Revista Integración, temas de matemáticas.
Vol. 32 No. 2 (2014): Revista Integración, temas de matemáticas
Research and Innovation Articles

A coinstitution for abstract behavioral logic

Jaime Andrés Castaño Perea
Universidad del Valle
Guillermo Ortiz Rico
Universidad del Valle

Published 2014-10-31

Keywords

  • Specification,
  • categories,
  • algebra,
  • coalgebra,
  • satisfaction relation,
  • institution,
  • coinstitution
  • ...More
    Less

How to Cite

Castaño Perea, J. A., & Ortiz Rico, G. (2014). A coinstitution for abstract behavioral logic. Revista Integración, Temas De matemáticas, 32(2), 199–210. Retrieved from https://revistas.uis.edu.co/index.php/revistaintegracion/article/view/4383

Abstract

Recently, the specification of a problem in computer sciences–an intermediate step between the given problem and its implementation as a software system that guarantees its solution– uses universal algebra and coalgebra theories for its description. This stage includes a syntactic and a semantic component, having a logic system as result. In [3], the case of many-sorted equational logic is studied for the purpose of specification problems. Dually, in [9] an abstract behavioral logic, which models processes and coalgebraic systems behavior is studied. In both logics, the syntactic and semantic components are connected via a satisfaction relation, characterized by the following principle: the truth of formulas is invariant under language translations. In a general and modern framework, we use the institutions in algebraic specification and coinstitutions in coalgebraic specification. We research a particular case of behavioral abstract logic presented in [9], in which coalgebras are restricted to polinomial functors. We identify the respective algebraic coinstitution, detail all its components, and explicitly present the satisfaction relation as the final result.

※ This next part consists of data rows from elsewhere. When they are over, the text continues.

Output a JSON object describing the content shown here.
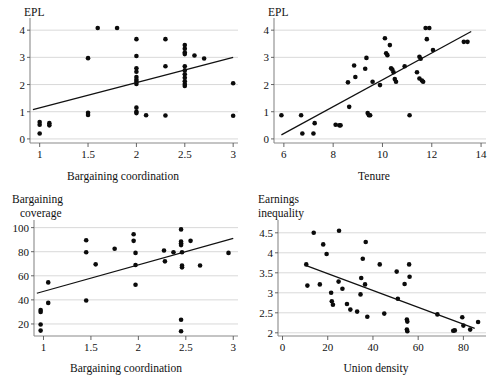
{
  "figure": {
    "title": "",
    "panel_count": 4
  },
  "chart_data": [
    {
      "id": "epl-vs-bargaining-coordination",
      "type": "scatter",
      "title": "",
      "ylabel": "EPL",
      "xlabel": "Bargaining coordination",
      "xlim": [
        0.9,
        3.05
      ],
      "ylim": [
        -0.15,
        4.3
      ],
      "xticks": [
        1,
        1.5,
        2,
        2.5,
        3
      ],
      "xticklabels": [
        "1",
        "1.5",
        "2",
        "2.5",
        "3"
      ],
      "yticks": [
        0,
        1,
        2,
        3,
        4
      ],
      "yticklabels": [
        "0",
        "1",
        "2",
        "3",
        "4"
      ],
      "grid": "horizontal",
      "legend": "none",
      "fit_line": {
        "x": [
          0.93,
          3.0
        ],
        "y": [
          1.08,
          3.0
        ]
      },
      "points": [
        [
          1.0,
          0.62
        ],
        [
          1.0,
          0.52
        ],
        [
          1.0,
          0.2
        ],
        [
          1.1,
          0.58
        ],
        [
          1.1,
          0.5
        ],
        [
          1.5,
          2.97
        ],
        [
          1.5,
          0.96
        ],
        [
          1.5,
          0.88
        ],
        [
          1.6,
          4.08
        ],
        [
          1.8,
          4.08
        ],
        [
          2.0,
          3.67
        ],
        [
          2.0,
          3.05
        ],
        [
          2.0,
          2.6
        ],
        [
          2.0,
          2.47
        ],
        [
          2.0,
          2.28
        ],
        [
          2.0,
          2.18
        ],
        [
          2.0,
          2.1
        ],
        [
          2.0,
          2.02
        ],
        [
          2.0,
          1.15
        ],
        [
          2.0,
          1.0
        ],
        [
          2.0,
          0.95
        ],
        [
          2.1,
          0.87
        ],
        [
          2.3,
          3.67
        ],
        [
          2.3,
          2.67
        ],
        [
          2.3,
          0.86
        ],
        [
          2.5,
          3.45
        ],
        [
          2.5,
          3.32
        ],
        [
          2.5,
          3.18
        ],
        [
          2.5,
          3.12
        ],
        [
          2.5,
          2.67
        ],
        [
          2.5,
          2.52
        ],
        [
          2.5,
          2.38
        ],
        [
          2.5,
          2.25
        ],
        [
          2.5,
          2.12
        ],
        [
          2.5,
          2.02
        ],
        [
          2.5,
          1.95
        ],
        [
          2.6,
          3.07
        ],
        [
          2.7,
          2.96
        ],
        [
          3.0,
          2.05
        ],
        [
          3.0,
          0.85
        ]
      ]
    },
    {
      "id": "epl-vs-tenure",
      "type": "scatter",
      "title": "",
      "ylabel": "EPL",
      "xlabel": "Tenure",
      "xlim": [
        5.6,
        14.2
      ],
      "ylim": [
        -0.15,
        4.3
      ],
      "xticks": [
        6,
        8,
        10,
        12,
        14
      ],
      "xticklabels": [
        "6",
        "8",
        "10",
        "12",
        "14"
      ],
      "yticks": [
        0,
        1,
        2,
        3,
        4
      ],
      "yticklabels": [
        "0",
        "1",
        "2",
        "3",
        "4"
      ],
      "grid": "horizontal",
      "legend": "none",
      "fit_line": {
        "x": [
          5.9,
          13.6
        ],
        "y": [
          0.15,
          3.95
        ]
      },
      "points": [
        [
          5.9,
          0.87
        ],
        [
          6.7,
          0.87
        ],
        [
          6.75,
          0.2
        ],
        [
          7.2,
          0.2
        ],
        [
          7.25,
          0.58
        ],
        [
          8.1,
          0.52
        ],
        [
          8.25,
          0.5
        ],
        [
          8.3,
          0.5
        ],
        [
          8.6,
          2.08
        ],
        [
          8.65,
          1.18
        ],
        [
          8.85,
          2.7
        ],
        [
          8.9,
          2.28
        ],
        [
          9.35,
          2.98
        ],
        [
          9.4,
          0.95
        ],
        [
          9.45,
          0.87
        ],
        [
          9.5,
          0.87
        ],
        [
          9.3,
          2.58
        ],
        [
          9.6,
          2.1
        ],
        [
          9.9,
          1.98
        ],
        [
          10.1,
          3.7
        ],
        [
          10.15,
          3.15
        ],
        [
          10.2,
          3.08
        ],
        [
          10.3,
          3.45
        ],
        [
          10.35,
          2.6
        ],
        [
          10.4,
          2.55
        ],
        [
          10.45,
          2.45
        ],
        [
          10.5,
          2.2
        ],
        [
          10.55,
          2.1
        ],
        [
          10.9,
          2.67
        ],
        [
          11.1,
          0.87
        ],
        [
          11.4,
          2.45
        ],
        [
          11.5,
          3.02
        ],
        [
          11.55,
          2.95
        ],
        [
          11.5,
          2.22
        ],
        [
          11.6,
          2.15
        ],
        [
          11.65,
          2.1
        ],
        [
          11.75,
          4.08
        ],
        [
          11.9,
          4.08
        ],
        [
          11.8,
          3.67
        ],
        [
          12.05,
          3.27
        ],
        [
          13.3,
          3.57
        ],
        [
          13.45,
          3.57
        ]
      ]
    },
    {
      "id": "bargaining-coverage-vs-coordination",
      "type": "scatter",
      "title": "",
      "ylabel": "Bargaining coverage",
      "ylabel_lines": [
        "Bargaining",
        "coverage"
      ],
      "xlabel": "Bargaining coordination",
      "xlim": [
        0.9,
        3.05
      ],
      "ylim": [
        10,
        103
      ],
      "xticks": [
        1,
        1.5,
        2,
        2.5,
        3
      ],
      "xticklabels": [
        "1",
        "1.5",
        "2",
        "2.5",
        "3"
      ],
      "yticks": [
        20,
        40,
        60,
        80,
        100
      ],
      "yticklabels": [
        "20",
        "40",
        "60",
        "80",
        "100"
      ],
      "grid": "horizontal",
      "legend": "none",
      "fit_line": {
        "x": [
          0.93,
          3.0
        ],
        "y": [
          45.5,
          91.0
        ]
      },
      "points": [
        [
          0.97,
          31.5
        ],
        [
          0.97,
          30.0
        ],
        [
          0.97,
          19.5
        ],
        [
          0.97,
          14.5
        ],
        [
          1.05,
          54.5
        ],
        [
          1.05,
          37.5
        ],
        [
          1.45,
          89.5
        ],
        [
          1.45,
          79.5
        ],
        [
          1.45,
          39.5
        ],
        [
          1.55,
          69.5
        ],
        [
          1.75,
          82.5
        ],
        [
          1.95,
          94.5
        ],
        [
          1.95,
          89.0
        ],
        [
          1.97,
          79.0
        ],
        [
          1.97,
          69.0
        ],
        [
          1.97,
          52.5
        ],
        [
          2.27,
          81.0
        ],
        [
          2.28,
          72.0
        ],
        [
          2.37,
          79.5
        ],
        [
          2.45,
          98.5
        ],
        [
          2.45,
          88.5
        ],
        [
          2.45,
          87.0
        ],
        [
          2.45,
          85.5
        ],
        [
          2.46,
          79.5
        ],
        [
          2.46,
          68.5
        ],
        [
          2.46,
          67.0
        ],
        [
          2.45,
          23.5
        ],
        [
          2.45,
          14.0
        ],
        [
          2.55,
          89.0
        ],
        [
          2.65,
          68.5
        ],
        [
          2.95,
          79.0
        ]
      ]
    },
    {
      "id": "earnings-inequality-vs-union-density",
      "type": "scatter",
      "title": "",
      "ylabel": "Earnings inequality",
      "ylabel_lines": [
        "Earnings",
        "inequality"
      ],
      "xlabel": "Union density",
      "xlim": [
        -2,
        90
      ],
      "ylim": [
        1.92,
        4.72
      ],
      "xticks": [
        0,
        20,
        40,
        60,
        80
      ],
      "xticklabels": [
        "0",
        "20",
        "40",
        "60",
        "80"
      ],
      "yticks": [
        2,
        2.5,
        3,
        3.5,
        4,
        4.5
      ],
      "yticklabels": [
        "2",
        "2.5",
        "3",
        "3.5",
        "4",
        "4.5"
      ],
      "grid": "horizontal",
      "legend": "none",
      "fit_line": {
        "x": [
          10.5,
          85.0
        ],
        "y": [
          3.68,
          2.11
        ]
      },
      "points": [
        [
          10.5,
          3.71
        ],
        [
          11.0,
          3.18
        ],
        [
          13.8,
          4.5
        ],
        [
          16.5,
          3.21
        ],
        [
          18.0,
          4.21
        ],
        [
          19.5,
          3.97
        ],
        [
          21.5,
          3.0
        ],
        [
          21.8,
          2.79
        ],
        [
          22.3,
          2.7
        ],
        [
          24.8,
          3.28
        ],
        [
          25.0,
          4.55
        ],
        [
          26.5,
          3.1
        ],
        [
          28.5,
          2.72
        ],
        [
          30.0,
          2.58
        ],
        [
          33.0,
          2.53
        ],
        [
          34.5,
          2.96
        ],
        [
          34.8,
          3.37
        ],
        [
          35.5,
          3.85
        ],
        [
          36.5,
          3.21
        ],
        [
          36.8,
          4.27
        ],
        [
          37.5,
          2.4
        ],
        [
          43.0,
          3.71
        ],
        [
          45.0,
          2.48
        ],
        [
          50.5,
          3.53
        ],
        [
          51.0,
          2.85
        ],
        [
          54.0,
          3.22
        ],
        [
          55.0,
          2.33
        ],
        [
          55.2,
          2.28
        ],
        [
          55.0,
          2.08
        ],
        [
          55.2,
          2.04
        ],
        [
          56.0,
          3.71
        ],
        [
          56.2,
          3.4
        ],
        [
          68.5,
          2.46
        ],
        [
          75.5,
          2.05
        ],
        [
          76.2,
          2.06
        ],
        [
          79.5,
          2.39
        ],
        [
          80.0,
          2.18
        ],
        [
          83.0,
          2.08
        ],
        [
          86.5,
          2.27
        ]
      ]
    }
  ]
}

To cite this article: J.A. Castaño Perea, G. Ortiz Rico, Una coinstitución para la lógica de comportamiento abstracto, Rev. Integr. Temas Mat. 32 (2014), no. 2, 199-210.

Downloads

Download data is not yet available.

References

  1. Awodey S., Category Theory, Oxford Logic Guides, 49. The Clarendon Press, Oxford University Press, New York, 2006.
  2. Burris S. and Sankappanavar H., A Course In Universal Algebra, Graduate Texts in Mathematics, 78. Springer-Verlag, New York-Berlin, 1981.
  3. Burstall R. and Goguen J., “The Semantics of Clear, A Specification Languaje”, in Proc. Copenagen Winter School on Abstract Software Specifications, (ed. Dines Bjorner),
  4. Springer, Vol. 86 (1979), 292-332
  5. Castaño Perea J.A., “Especificación coalgebraica ecuacional y coecuacional”, Tesis (M.Sc.), Universidad del Valle, Cali, Colombia, 2011, 36 p.
  6. Domínguez C., “Especificación orientada a objetos de sistemas de cálculo simbólico”, Tesis (Ph.D), Universidad de la Rioja, España, Logroño, 2003, 70 p.
  7. Goguen J. and Burstall R., “A study in the foundations of programming methodology: specifications, institutions, charters and parchments”, Category theory and computer programming (Guildford, 1985), 313-333, Lecture Notes in Comput. Sci., 240, Springer, Berlin, 1986.
  8. Goguen J. and Burstall R., “Institutions: abstract model theory for specification and programming”,J. Assoc. Comput. Mach. 39 (1992), no. 1, 95-146.
  9. Kurz A., “A co-variety-theorem for modal logic. Advances in modal logic”, Vol. 2 (Uppsala, 1998), 367-380, CSLI Lecture Notes, 119, CSLI Publ., Stanford, CA, 2001
  10. Pattinson D., “Translating Logics for Coalgebras”, in Lecture Notes in Computer Science, Recent Trends in Algebraic Development Techniques, Springer, Vol. 2755 (2003), 393-408.
  11. Pierce B., Basic Category Theory for Computer Scientist, Londres, Inglaterra, The MIT Press 1991.
  12. Rutten J.J.M.M., “Universal coalgebra: a theory of systems. Modern algebra and its applications”, (Nashville, TN, 1996), Theoret. Comput. Sci. 249 (2000), no. 1, 3-80.
  13. MacLane S., Categories for the working mathematician, Graduate Texts in Mathematics, Vol. 5. Springer-Verlag, New York-Berlin, 1971.